“Y’all know Rahm Emanuel, the Zionist Jew?” Ali asked a crowd of roughly 70 during his May 14 speech at the University of California, Irvine. “He’s the chief of staff for President Obama. For our non-Muslim friends, when President Obama chose Rahm Emanuel as his chief of staff, the Muslims knew just what was happening. As soon as he chose Rahm Emanuel, we said ‘Uh-oh, oh, Barack is owned. He’s owned by the Zionists.’”
Ali contends it’s Emanuel who’s pushing the hate crimes bill, which is chock full of perks for Jews. “Since it’s Rahm Emanuel, if this bill is passed — listen to me! — if this bill is passed, it will be a crime to criticize Israel’s treatment of the Palestinians, it will be a crime to report the extraordinary influence of AIPAC [the pro-Israel lobby], it will be a crime to doubt any aspects of the Holocaust.”
In fact, Ali asserted that those who question that 6 million Jews died in the Holocaust could go to prison under the proposed law. What’s more, “If you talk about the disproportionate numbers of Jews, Zionist Jews, in the media, in finance and foreign policy, that’s a crime. That’s a crime! So what you’re talking about, if this bill is passed, is that you can criticize any country in the world except the apartheid state of Israel. That’s under the Hate Prevention Act of 2009 [sic].”
The SPLC links this to (equally false) claims that by Christian groups the hate crimes law will criminalize "hate speech" against gay and lesbian persons. But the link is much closer than that -- far right Christian groups have been just as clear as Imam Ali that they, too, view the bill as a Jewish plot.
In any event, the law would not prohibit the speeches of either anti-Semitic or anti-gay zealots, as it targets not speech but actual crimes motivated by bias. The good Imam can still spout whatever he wants about the evils of global Jewry -- he just can't take the next step and physically assault us.
1 comment:
I always find disturbing, in the conflation of hate speech bans with heightened penalties for hate crimes, the apparent belief of the hateful speakers that some of them are going to end up committing crimes against the hated group and thus their speech will come back to be used against them at trial.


Activity =>
Of the lines below, write out exactly those from the line with "Locate an element on the screen. Image" through the line with "The image size is (1162, 615).", both included, and skip the rest.

Stored records:

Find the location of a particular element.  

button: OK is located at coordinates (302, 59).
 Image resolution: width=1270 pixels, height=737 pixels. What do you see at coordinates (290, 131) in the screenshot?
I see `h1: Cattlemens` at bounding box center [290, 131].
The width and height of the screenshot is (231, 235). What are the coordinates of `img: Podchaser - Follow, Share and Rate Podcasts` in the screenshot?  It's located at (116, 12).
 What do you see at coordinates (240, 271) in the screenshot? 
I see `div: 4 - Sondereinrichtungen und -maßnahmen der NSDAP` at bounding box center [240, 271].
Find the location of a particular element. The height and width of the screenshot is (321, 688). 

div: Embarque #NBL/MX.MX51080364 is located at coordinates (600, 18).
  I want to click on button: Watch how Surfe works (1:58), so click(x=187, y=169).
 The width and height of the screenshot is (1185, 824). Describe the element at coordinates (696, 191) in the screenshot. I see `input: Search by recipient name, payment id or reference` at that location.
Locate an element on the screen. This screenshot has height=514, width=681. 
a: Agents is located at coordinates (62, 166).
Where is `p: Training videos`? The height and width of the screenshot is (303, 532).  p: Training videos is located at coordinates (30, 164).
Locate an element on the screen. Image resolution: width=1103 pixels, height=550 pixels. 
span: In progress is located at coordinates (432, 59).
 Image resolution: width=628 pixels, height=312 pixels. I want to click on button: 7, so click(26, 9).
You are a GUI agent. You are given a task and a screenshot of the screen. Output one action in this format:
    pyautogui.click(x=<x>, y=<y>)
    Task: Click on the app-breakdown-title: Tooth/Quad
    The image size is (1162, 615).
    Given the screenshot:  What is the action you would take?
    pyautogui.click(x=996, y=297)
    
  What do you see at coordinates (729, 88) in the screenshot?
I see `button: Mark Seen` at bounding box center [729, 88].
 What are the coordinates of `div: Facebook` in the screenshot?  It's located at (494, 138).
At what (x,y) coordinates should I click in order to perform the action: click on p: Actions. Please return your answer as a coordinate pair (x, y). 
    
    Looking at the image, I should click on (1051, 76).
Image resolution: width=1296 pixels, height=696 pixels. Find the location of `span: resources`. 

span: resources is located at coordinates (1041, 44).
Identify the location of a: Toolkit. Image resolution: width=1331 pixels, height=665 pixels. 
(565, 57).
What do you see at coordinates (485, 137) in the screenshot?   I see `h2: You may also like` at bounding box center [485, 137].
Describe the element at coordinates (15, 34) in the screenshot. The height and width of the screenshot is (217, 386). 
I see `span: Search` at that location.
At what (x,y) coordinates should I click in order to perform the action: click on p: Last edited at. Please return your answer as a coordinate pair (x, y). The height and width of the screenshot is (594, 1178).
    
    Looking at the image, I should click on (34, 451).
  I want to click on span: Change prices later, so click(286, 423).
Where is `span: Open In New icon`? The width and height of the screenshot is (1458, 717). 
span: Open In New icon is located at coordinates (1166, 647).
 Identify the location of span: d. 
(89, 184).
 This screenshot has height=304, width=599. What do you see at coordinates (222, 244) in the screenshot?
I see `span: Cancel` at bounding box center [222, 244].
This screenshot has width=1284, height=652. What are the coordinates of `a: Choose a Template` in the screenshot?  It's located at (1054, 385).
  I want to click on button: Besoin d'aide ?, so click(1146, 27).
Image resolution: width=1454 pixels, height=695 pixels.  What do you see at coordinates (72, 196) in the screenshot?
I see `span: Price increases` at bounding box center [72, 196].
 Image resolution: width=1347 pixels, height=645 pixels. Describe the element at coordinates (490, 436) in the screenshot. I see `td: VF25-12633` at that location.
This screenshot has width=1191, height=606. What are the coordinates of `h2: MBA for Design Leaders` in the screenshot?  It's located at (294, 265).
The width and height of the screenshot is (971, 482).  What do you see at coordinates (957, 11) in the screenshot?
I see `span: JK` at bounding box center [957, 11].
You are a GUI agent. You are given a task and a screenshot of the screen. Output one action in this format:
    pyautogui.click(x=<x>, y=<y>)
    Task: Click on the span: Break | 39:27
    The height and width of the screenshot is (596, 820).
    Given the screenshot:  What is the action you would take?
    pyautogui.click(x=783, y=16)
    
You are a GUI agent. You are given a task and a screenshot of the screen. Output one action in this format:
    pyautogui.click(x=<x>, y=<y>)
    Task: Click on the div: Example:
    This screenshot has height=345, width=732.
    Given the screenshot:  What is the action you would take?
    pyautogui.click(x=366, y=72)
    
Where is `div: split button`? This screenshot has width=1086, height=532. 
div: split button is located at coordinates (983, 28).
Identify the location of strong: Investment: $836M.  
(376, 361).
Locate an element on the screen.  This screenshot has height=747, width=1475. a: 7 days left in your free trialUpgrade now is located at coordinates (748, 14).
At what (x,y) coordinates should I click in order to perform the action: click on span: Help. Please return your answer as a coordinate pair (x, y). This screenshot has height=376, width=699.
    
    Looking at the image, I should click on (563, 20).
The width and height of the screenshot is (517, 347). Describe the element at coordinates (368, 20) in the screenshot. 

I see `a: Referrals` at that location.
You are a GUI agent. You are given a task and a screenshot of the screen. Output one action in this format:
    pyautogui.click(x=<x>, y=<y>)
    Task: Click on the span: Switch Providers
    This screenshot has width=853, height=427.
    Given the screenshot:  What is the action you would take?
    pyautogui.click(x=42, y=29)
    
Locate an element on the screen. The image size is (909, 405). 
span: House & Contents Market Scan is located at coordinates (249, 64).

Answer section =>
Locate an element on the screen. Image resolution: width=1103 pixels, height=550 pixels. 
span: In progress is located at coordinates (432, 59).
 Image resolution: width=628 pixels, height=312 pixels. I want to click on button: 7, so click(26, 9).
You are a GUI agent. You are given a task and a screenshot of the screen. Output one action in this format:
    pyautogui.click(x=<x>, y=<y>)
    Task: Click on the app-breakdown-title: Tooth/Quad
    The image size is (1162, 615).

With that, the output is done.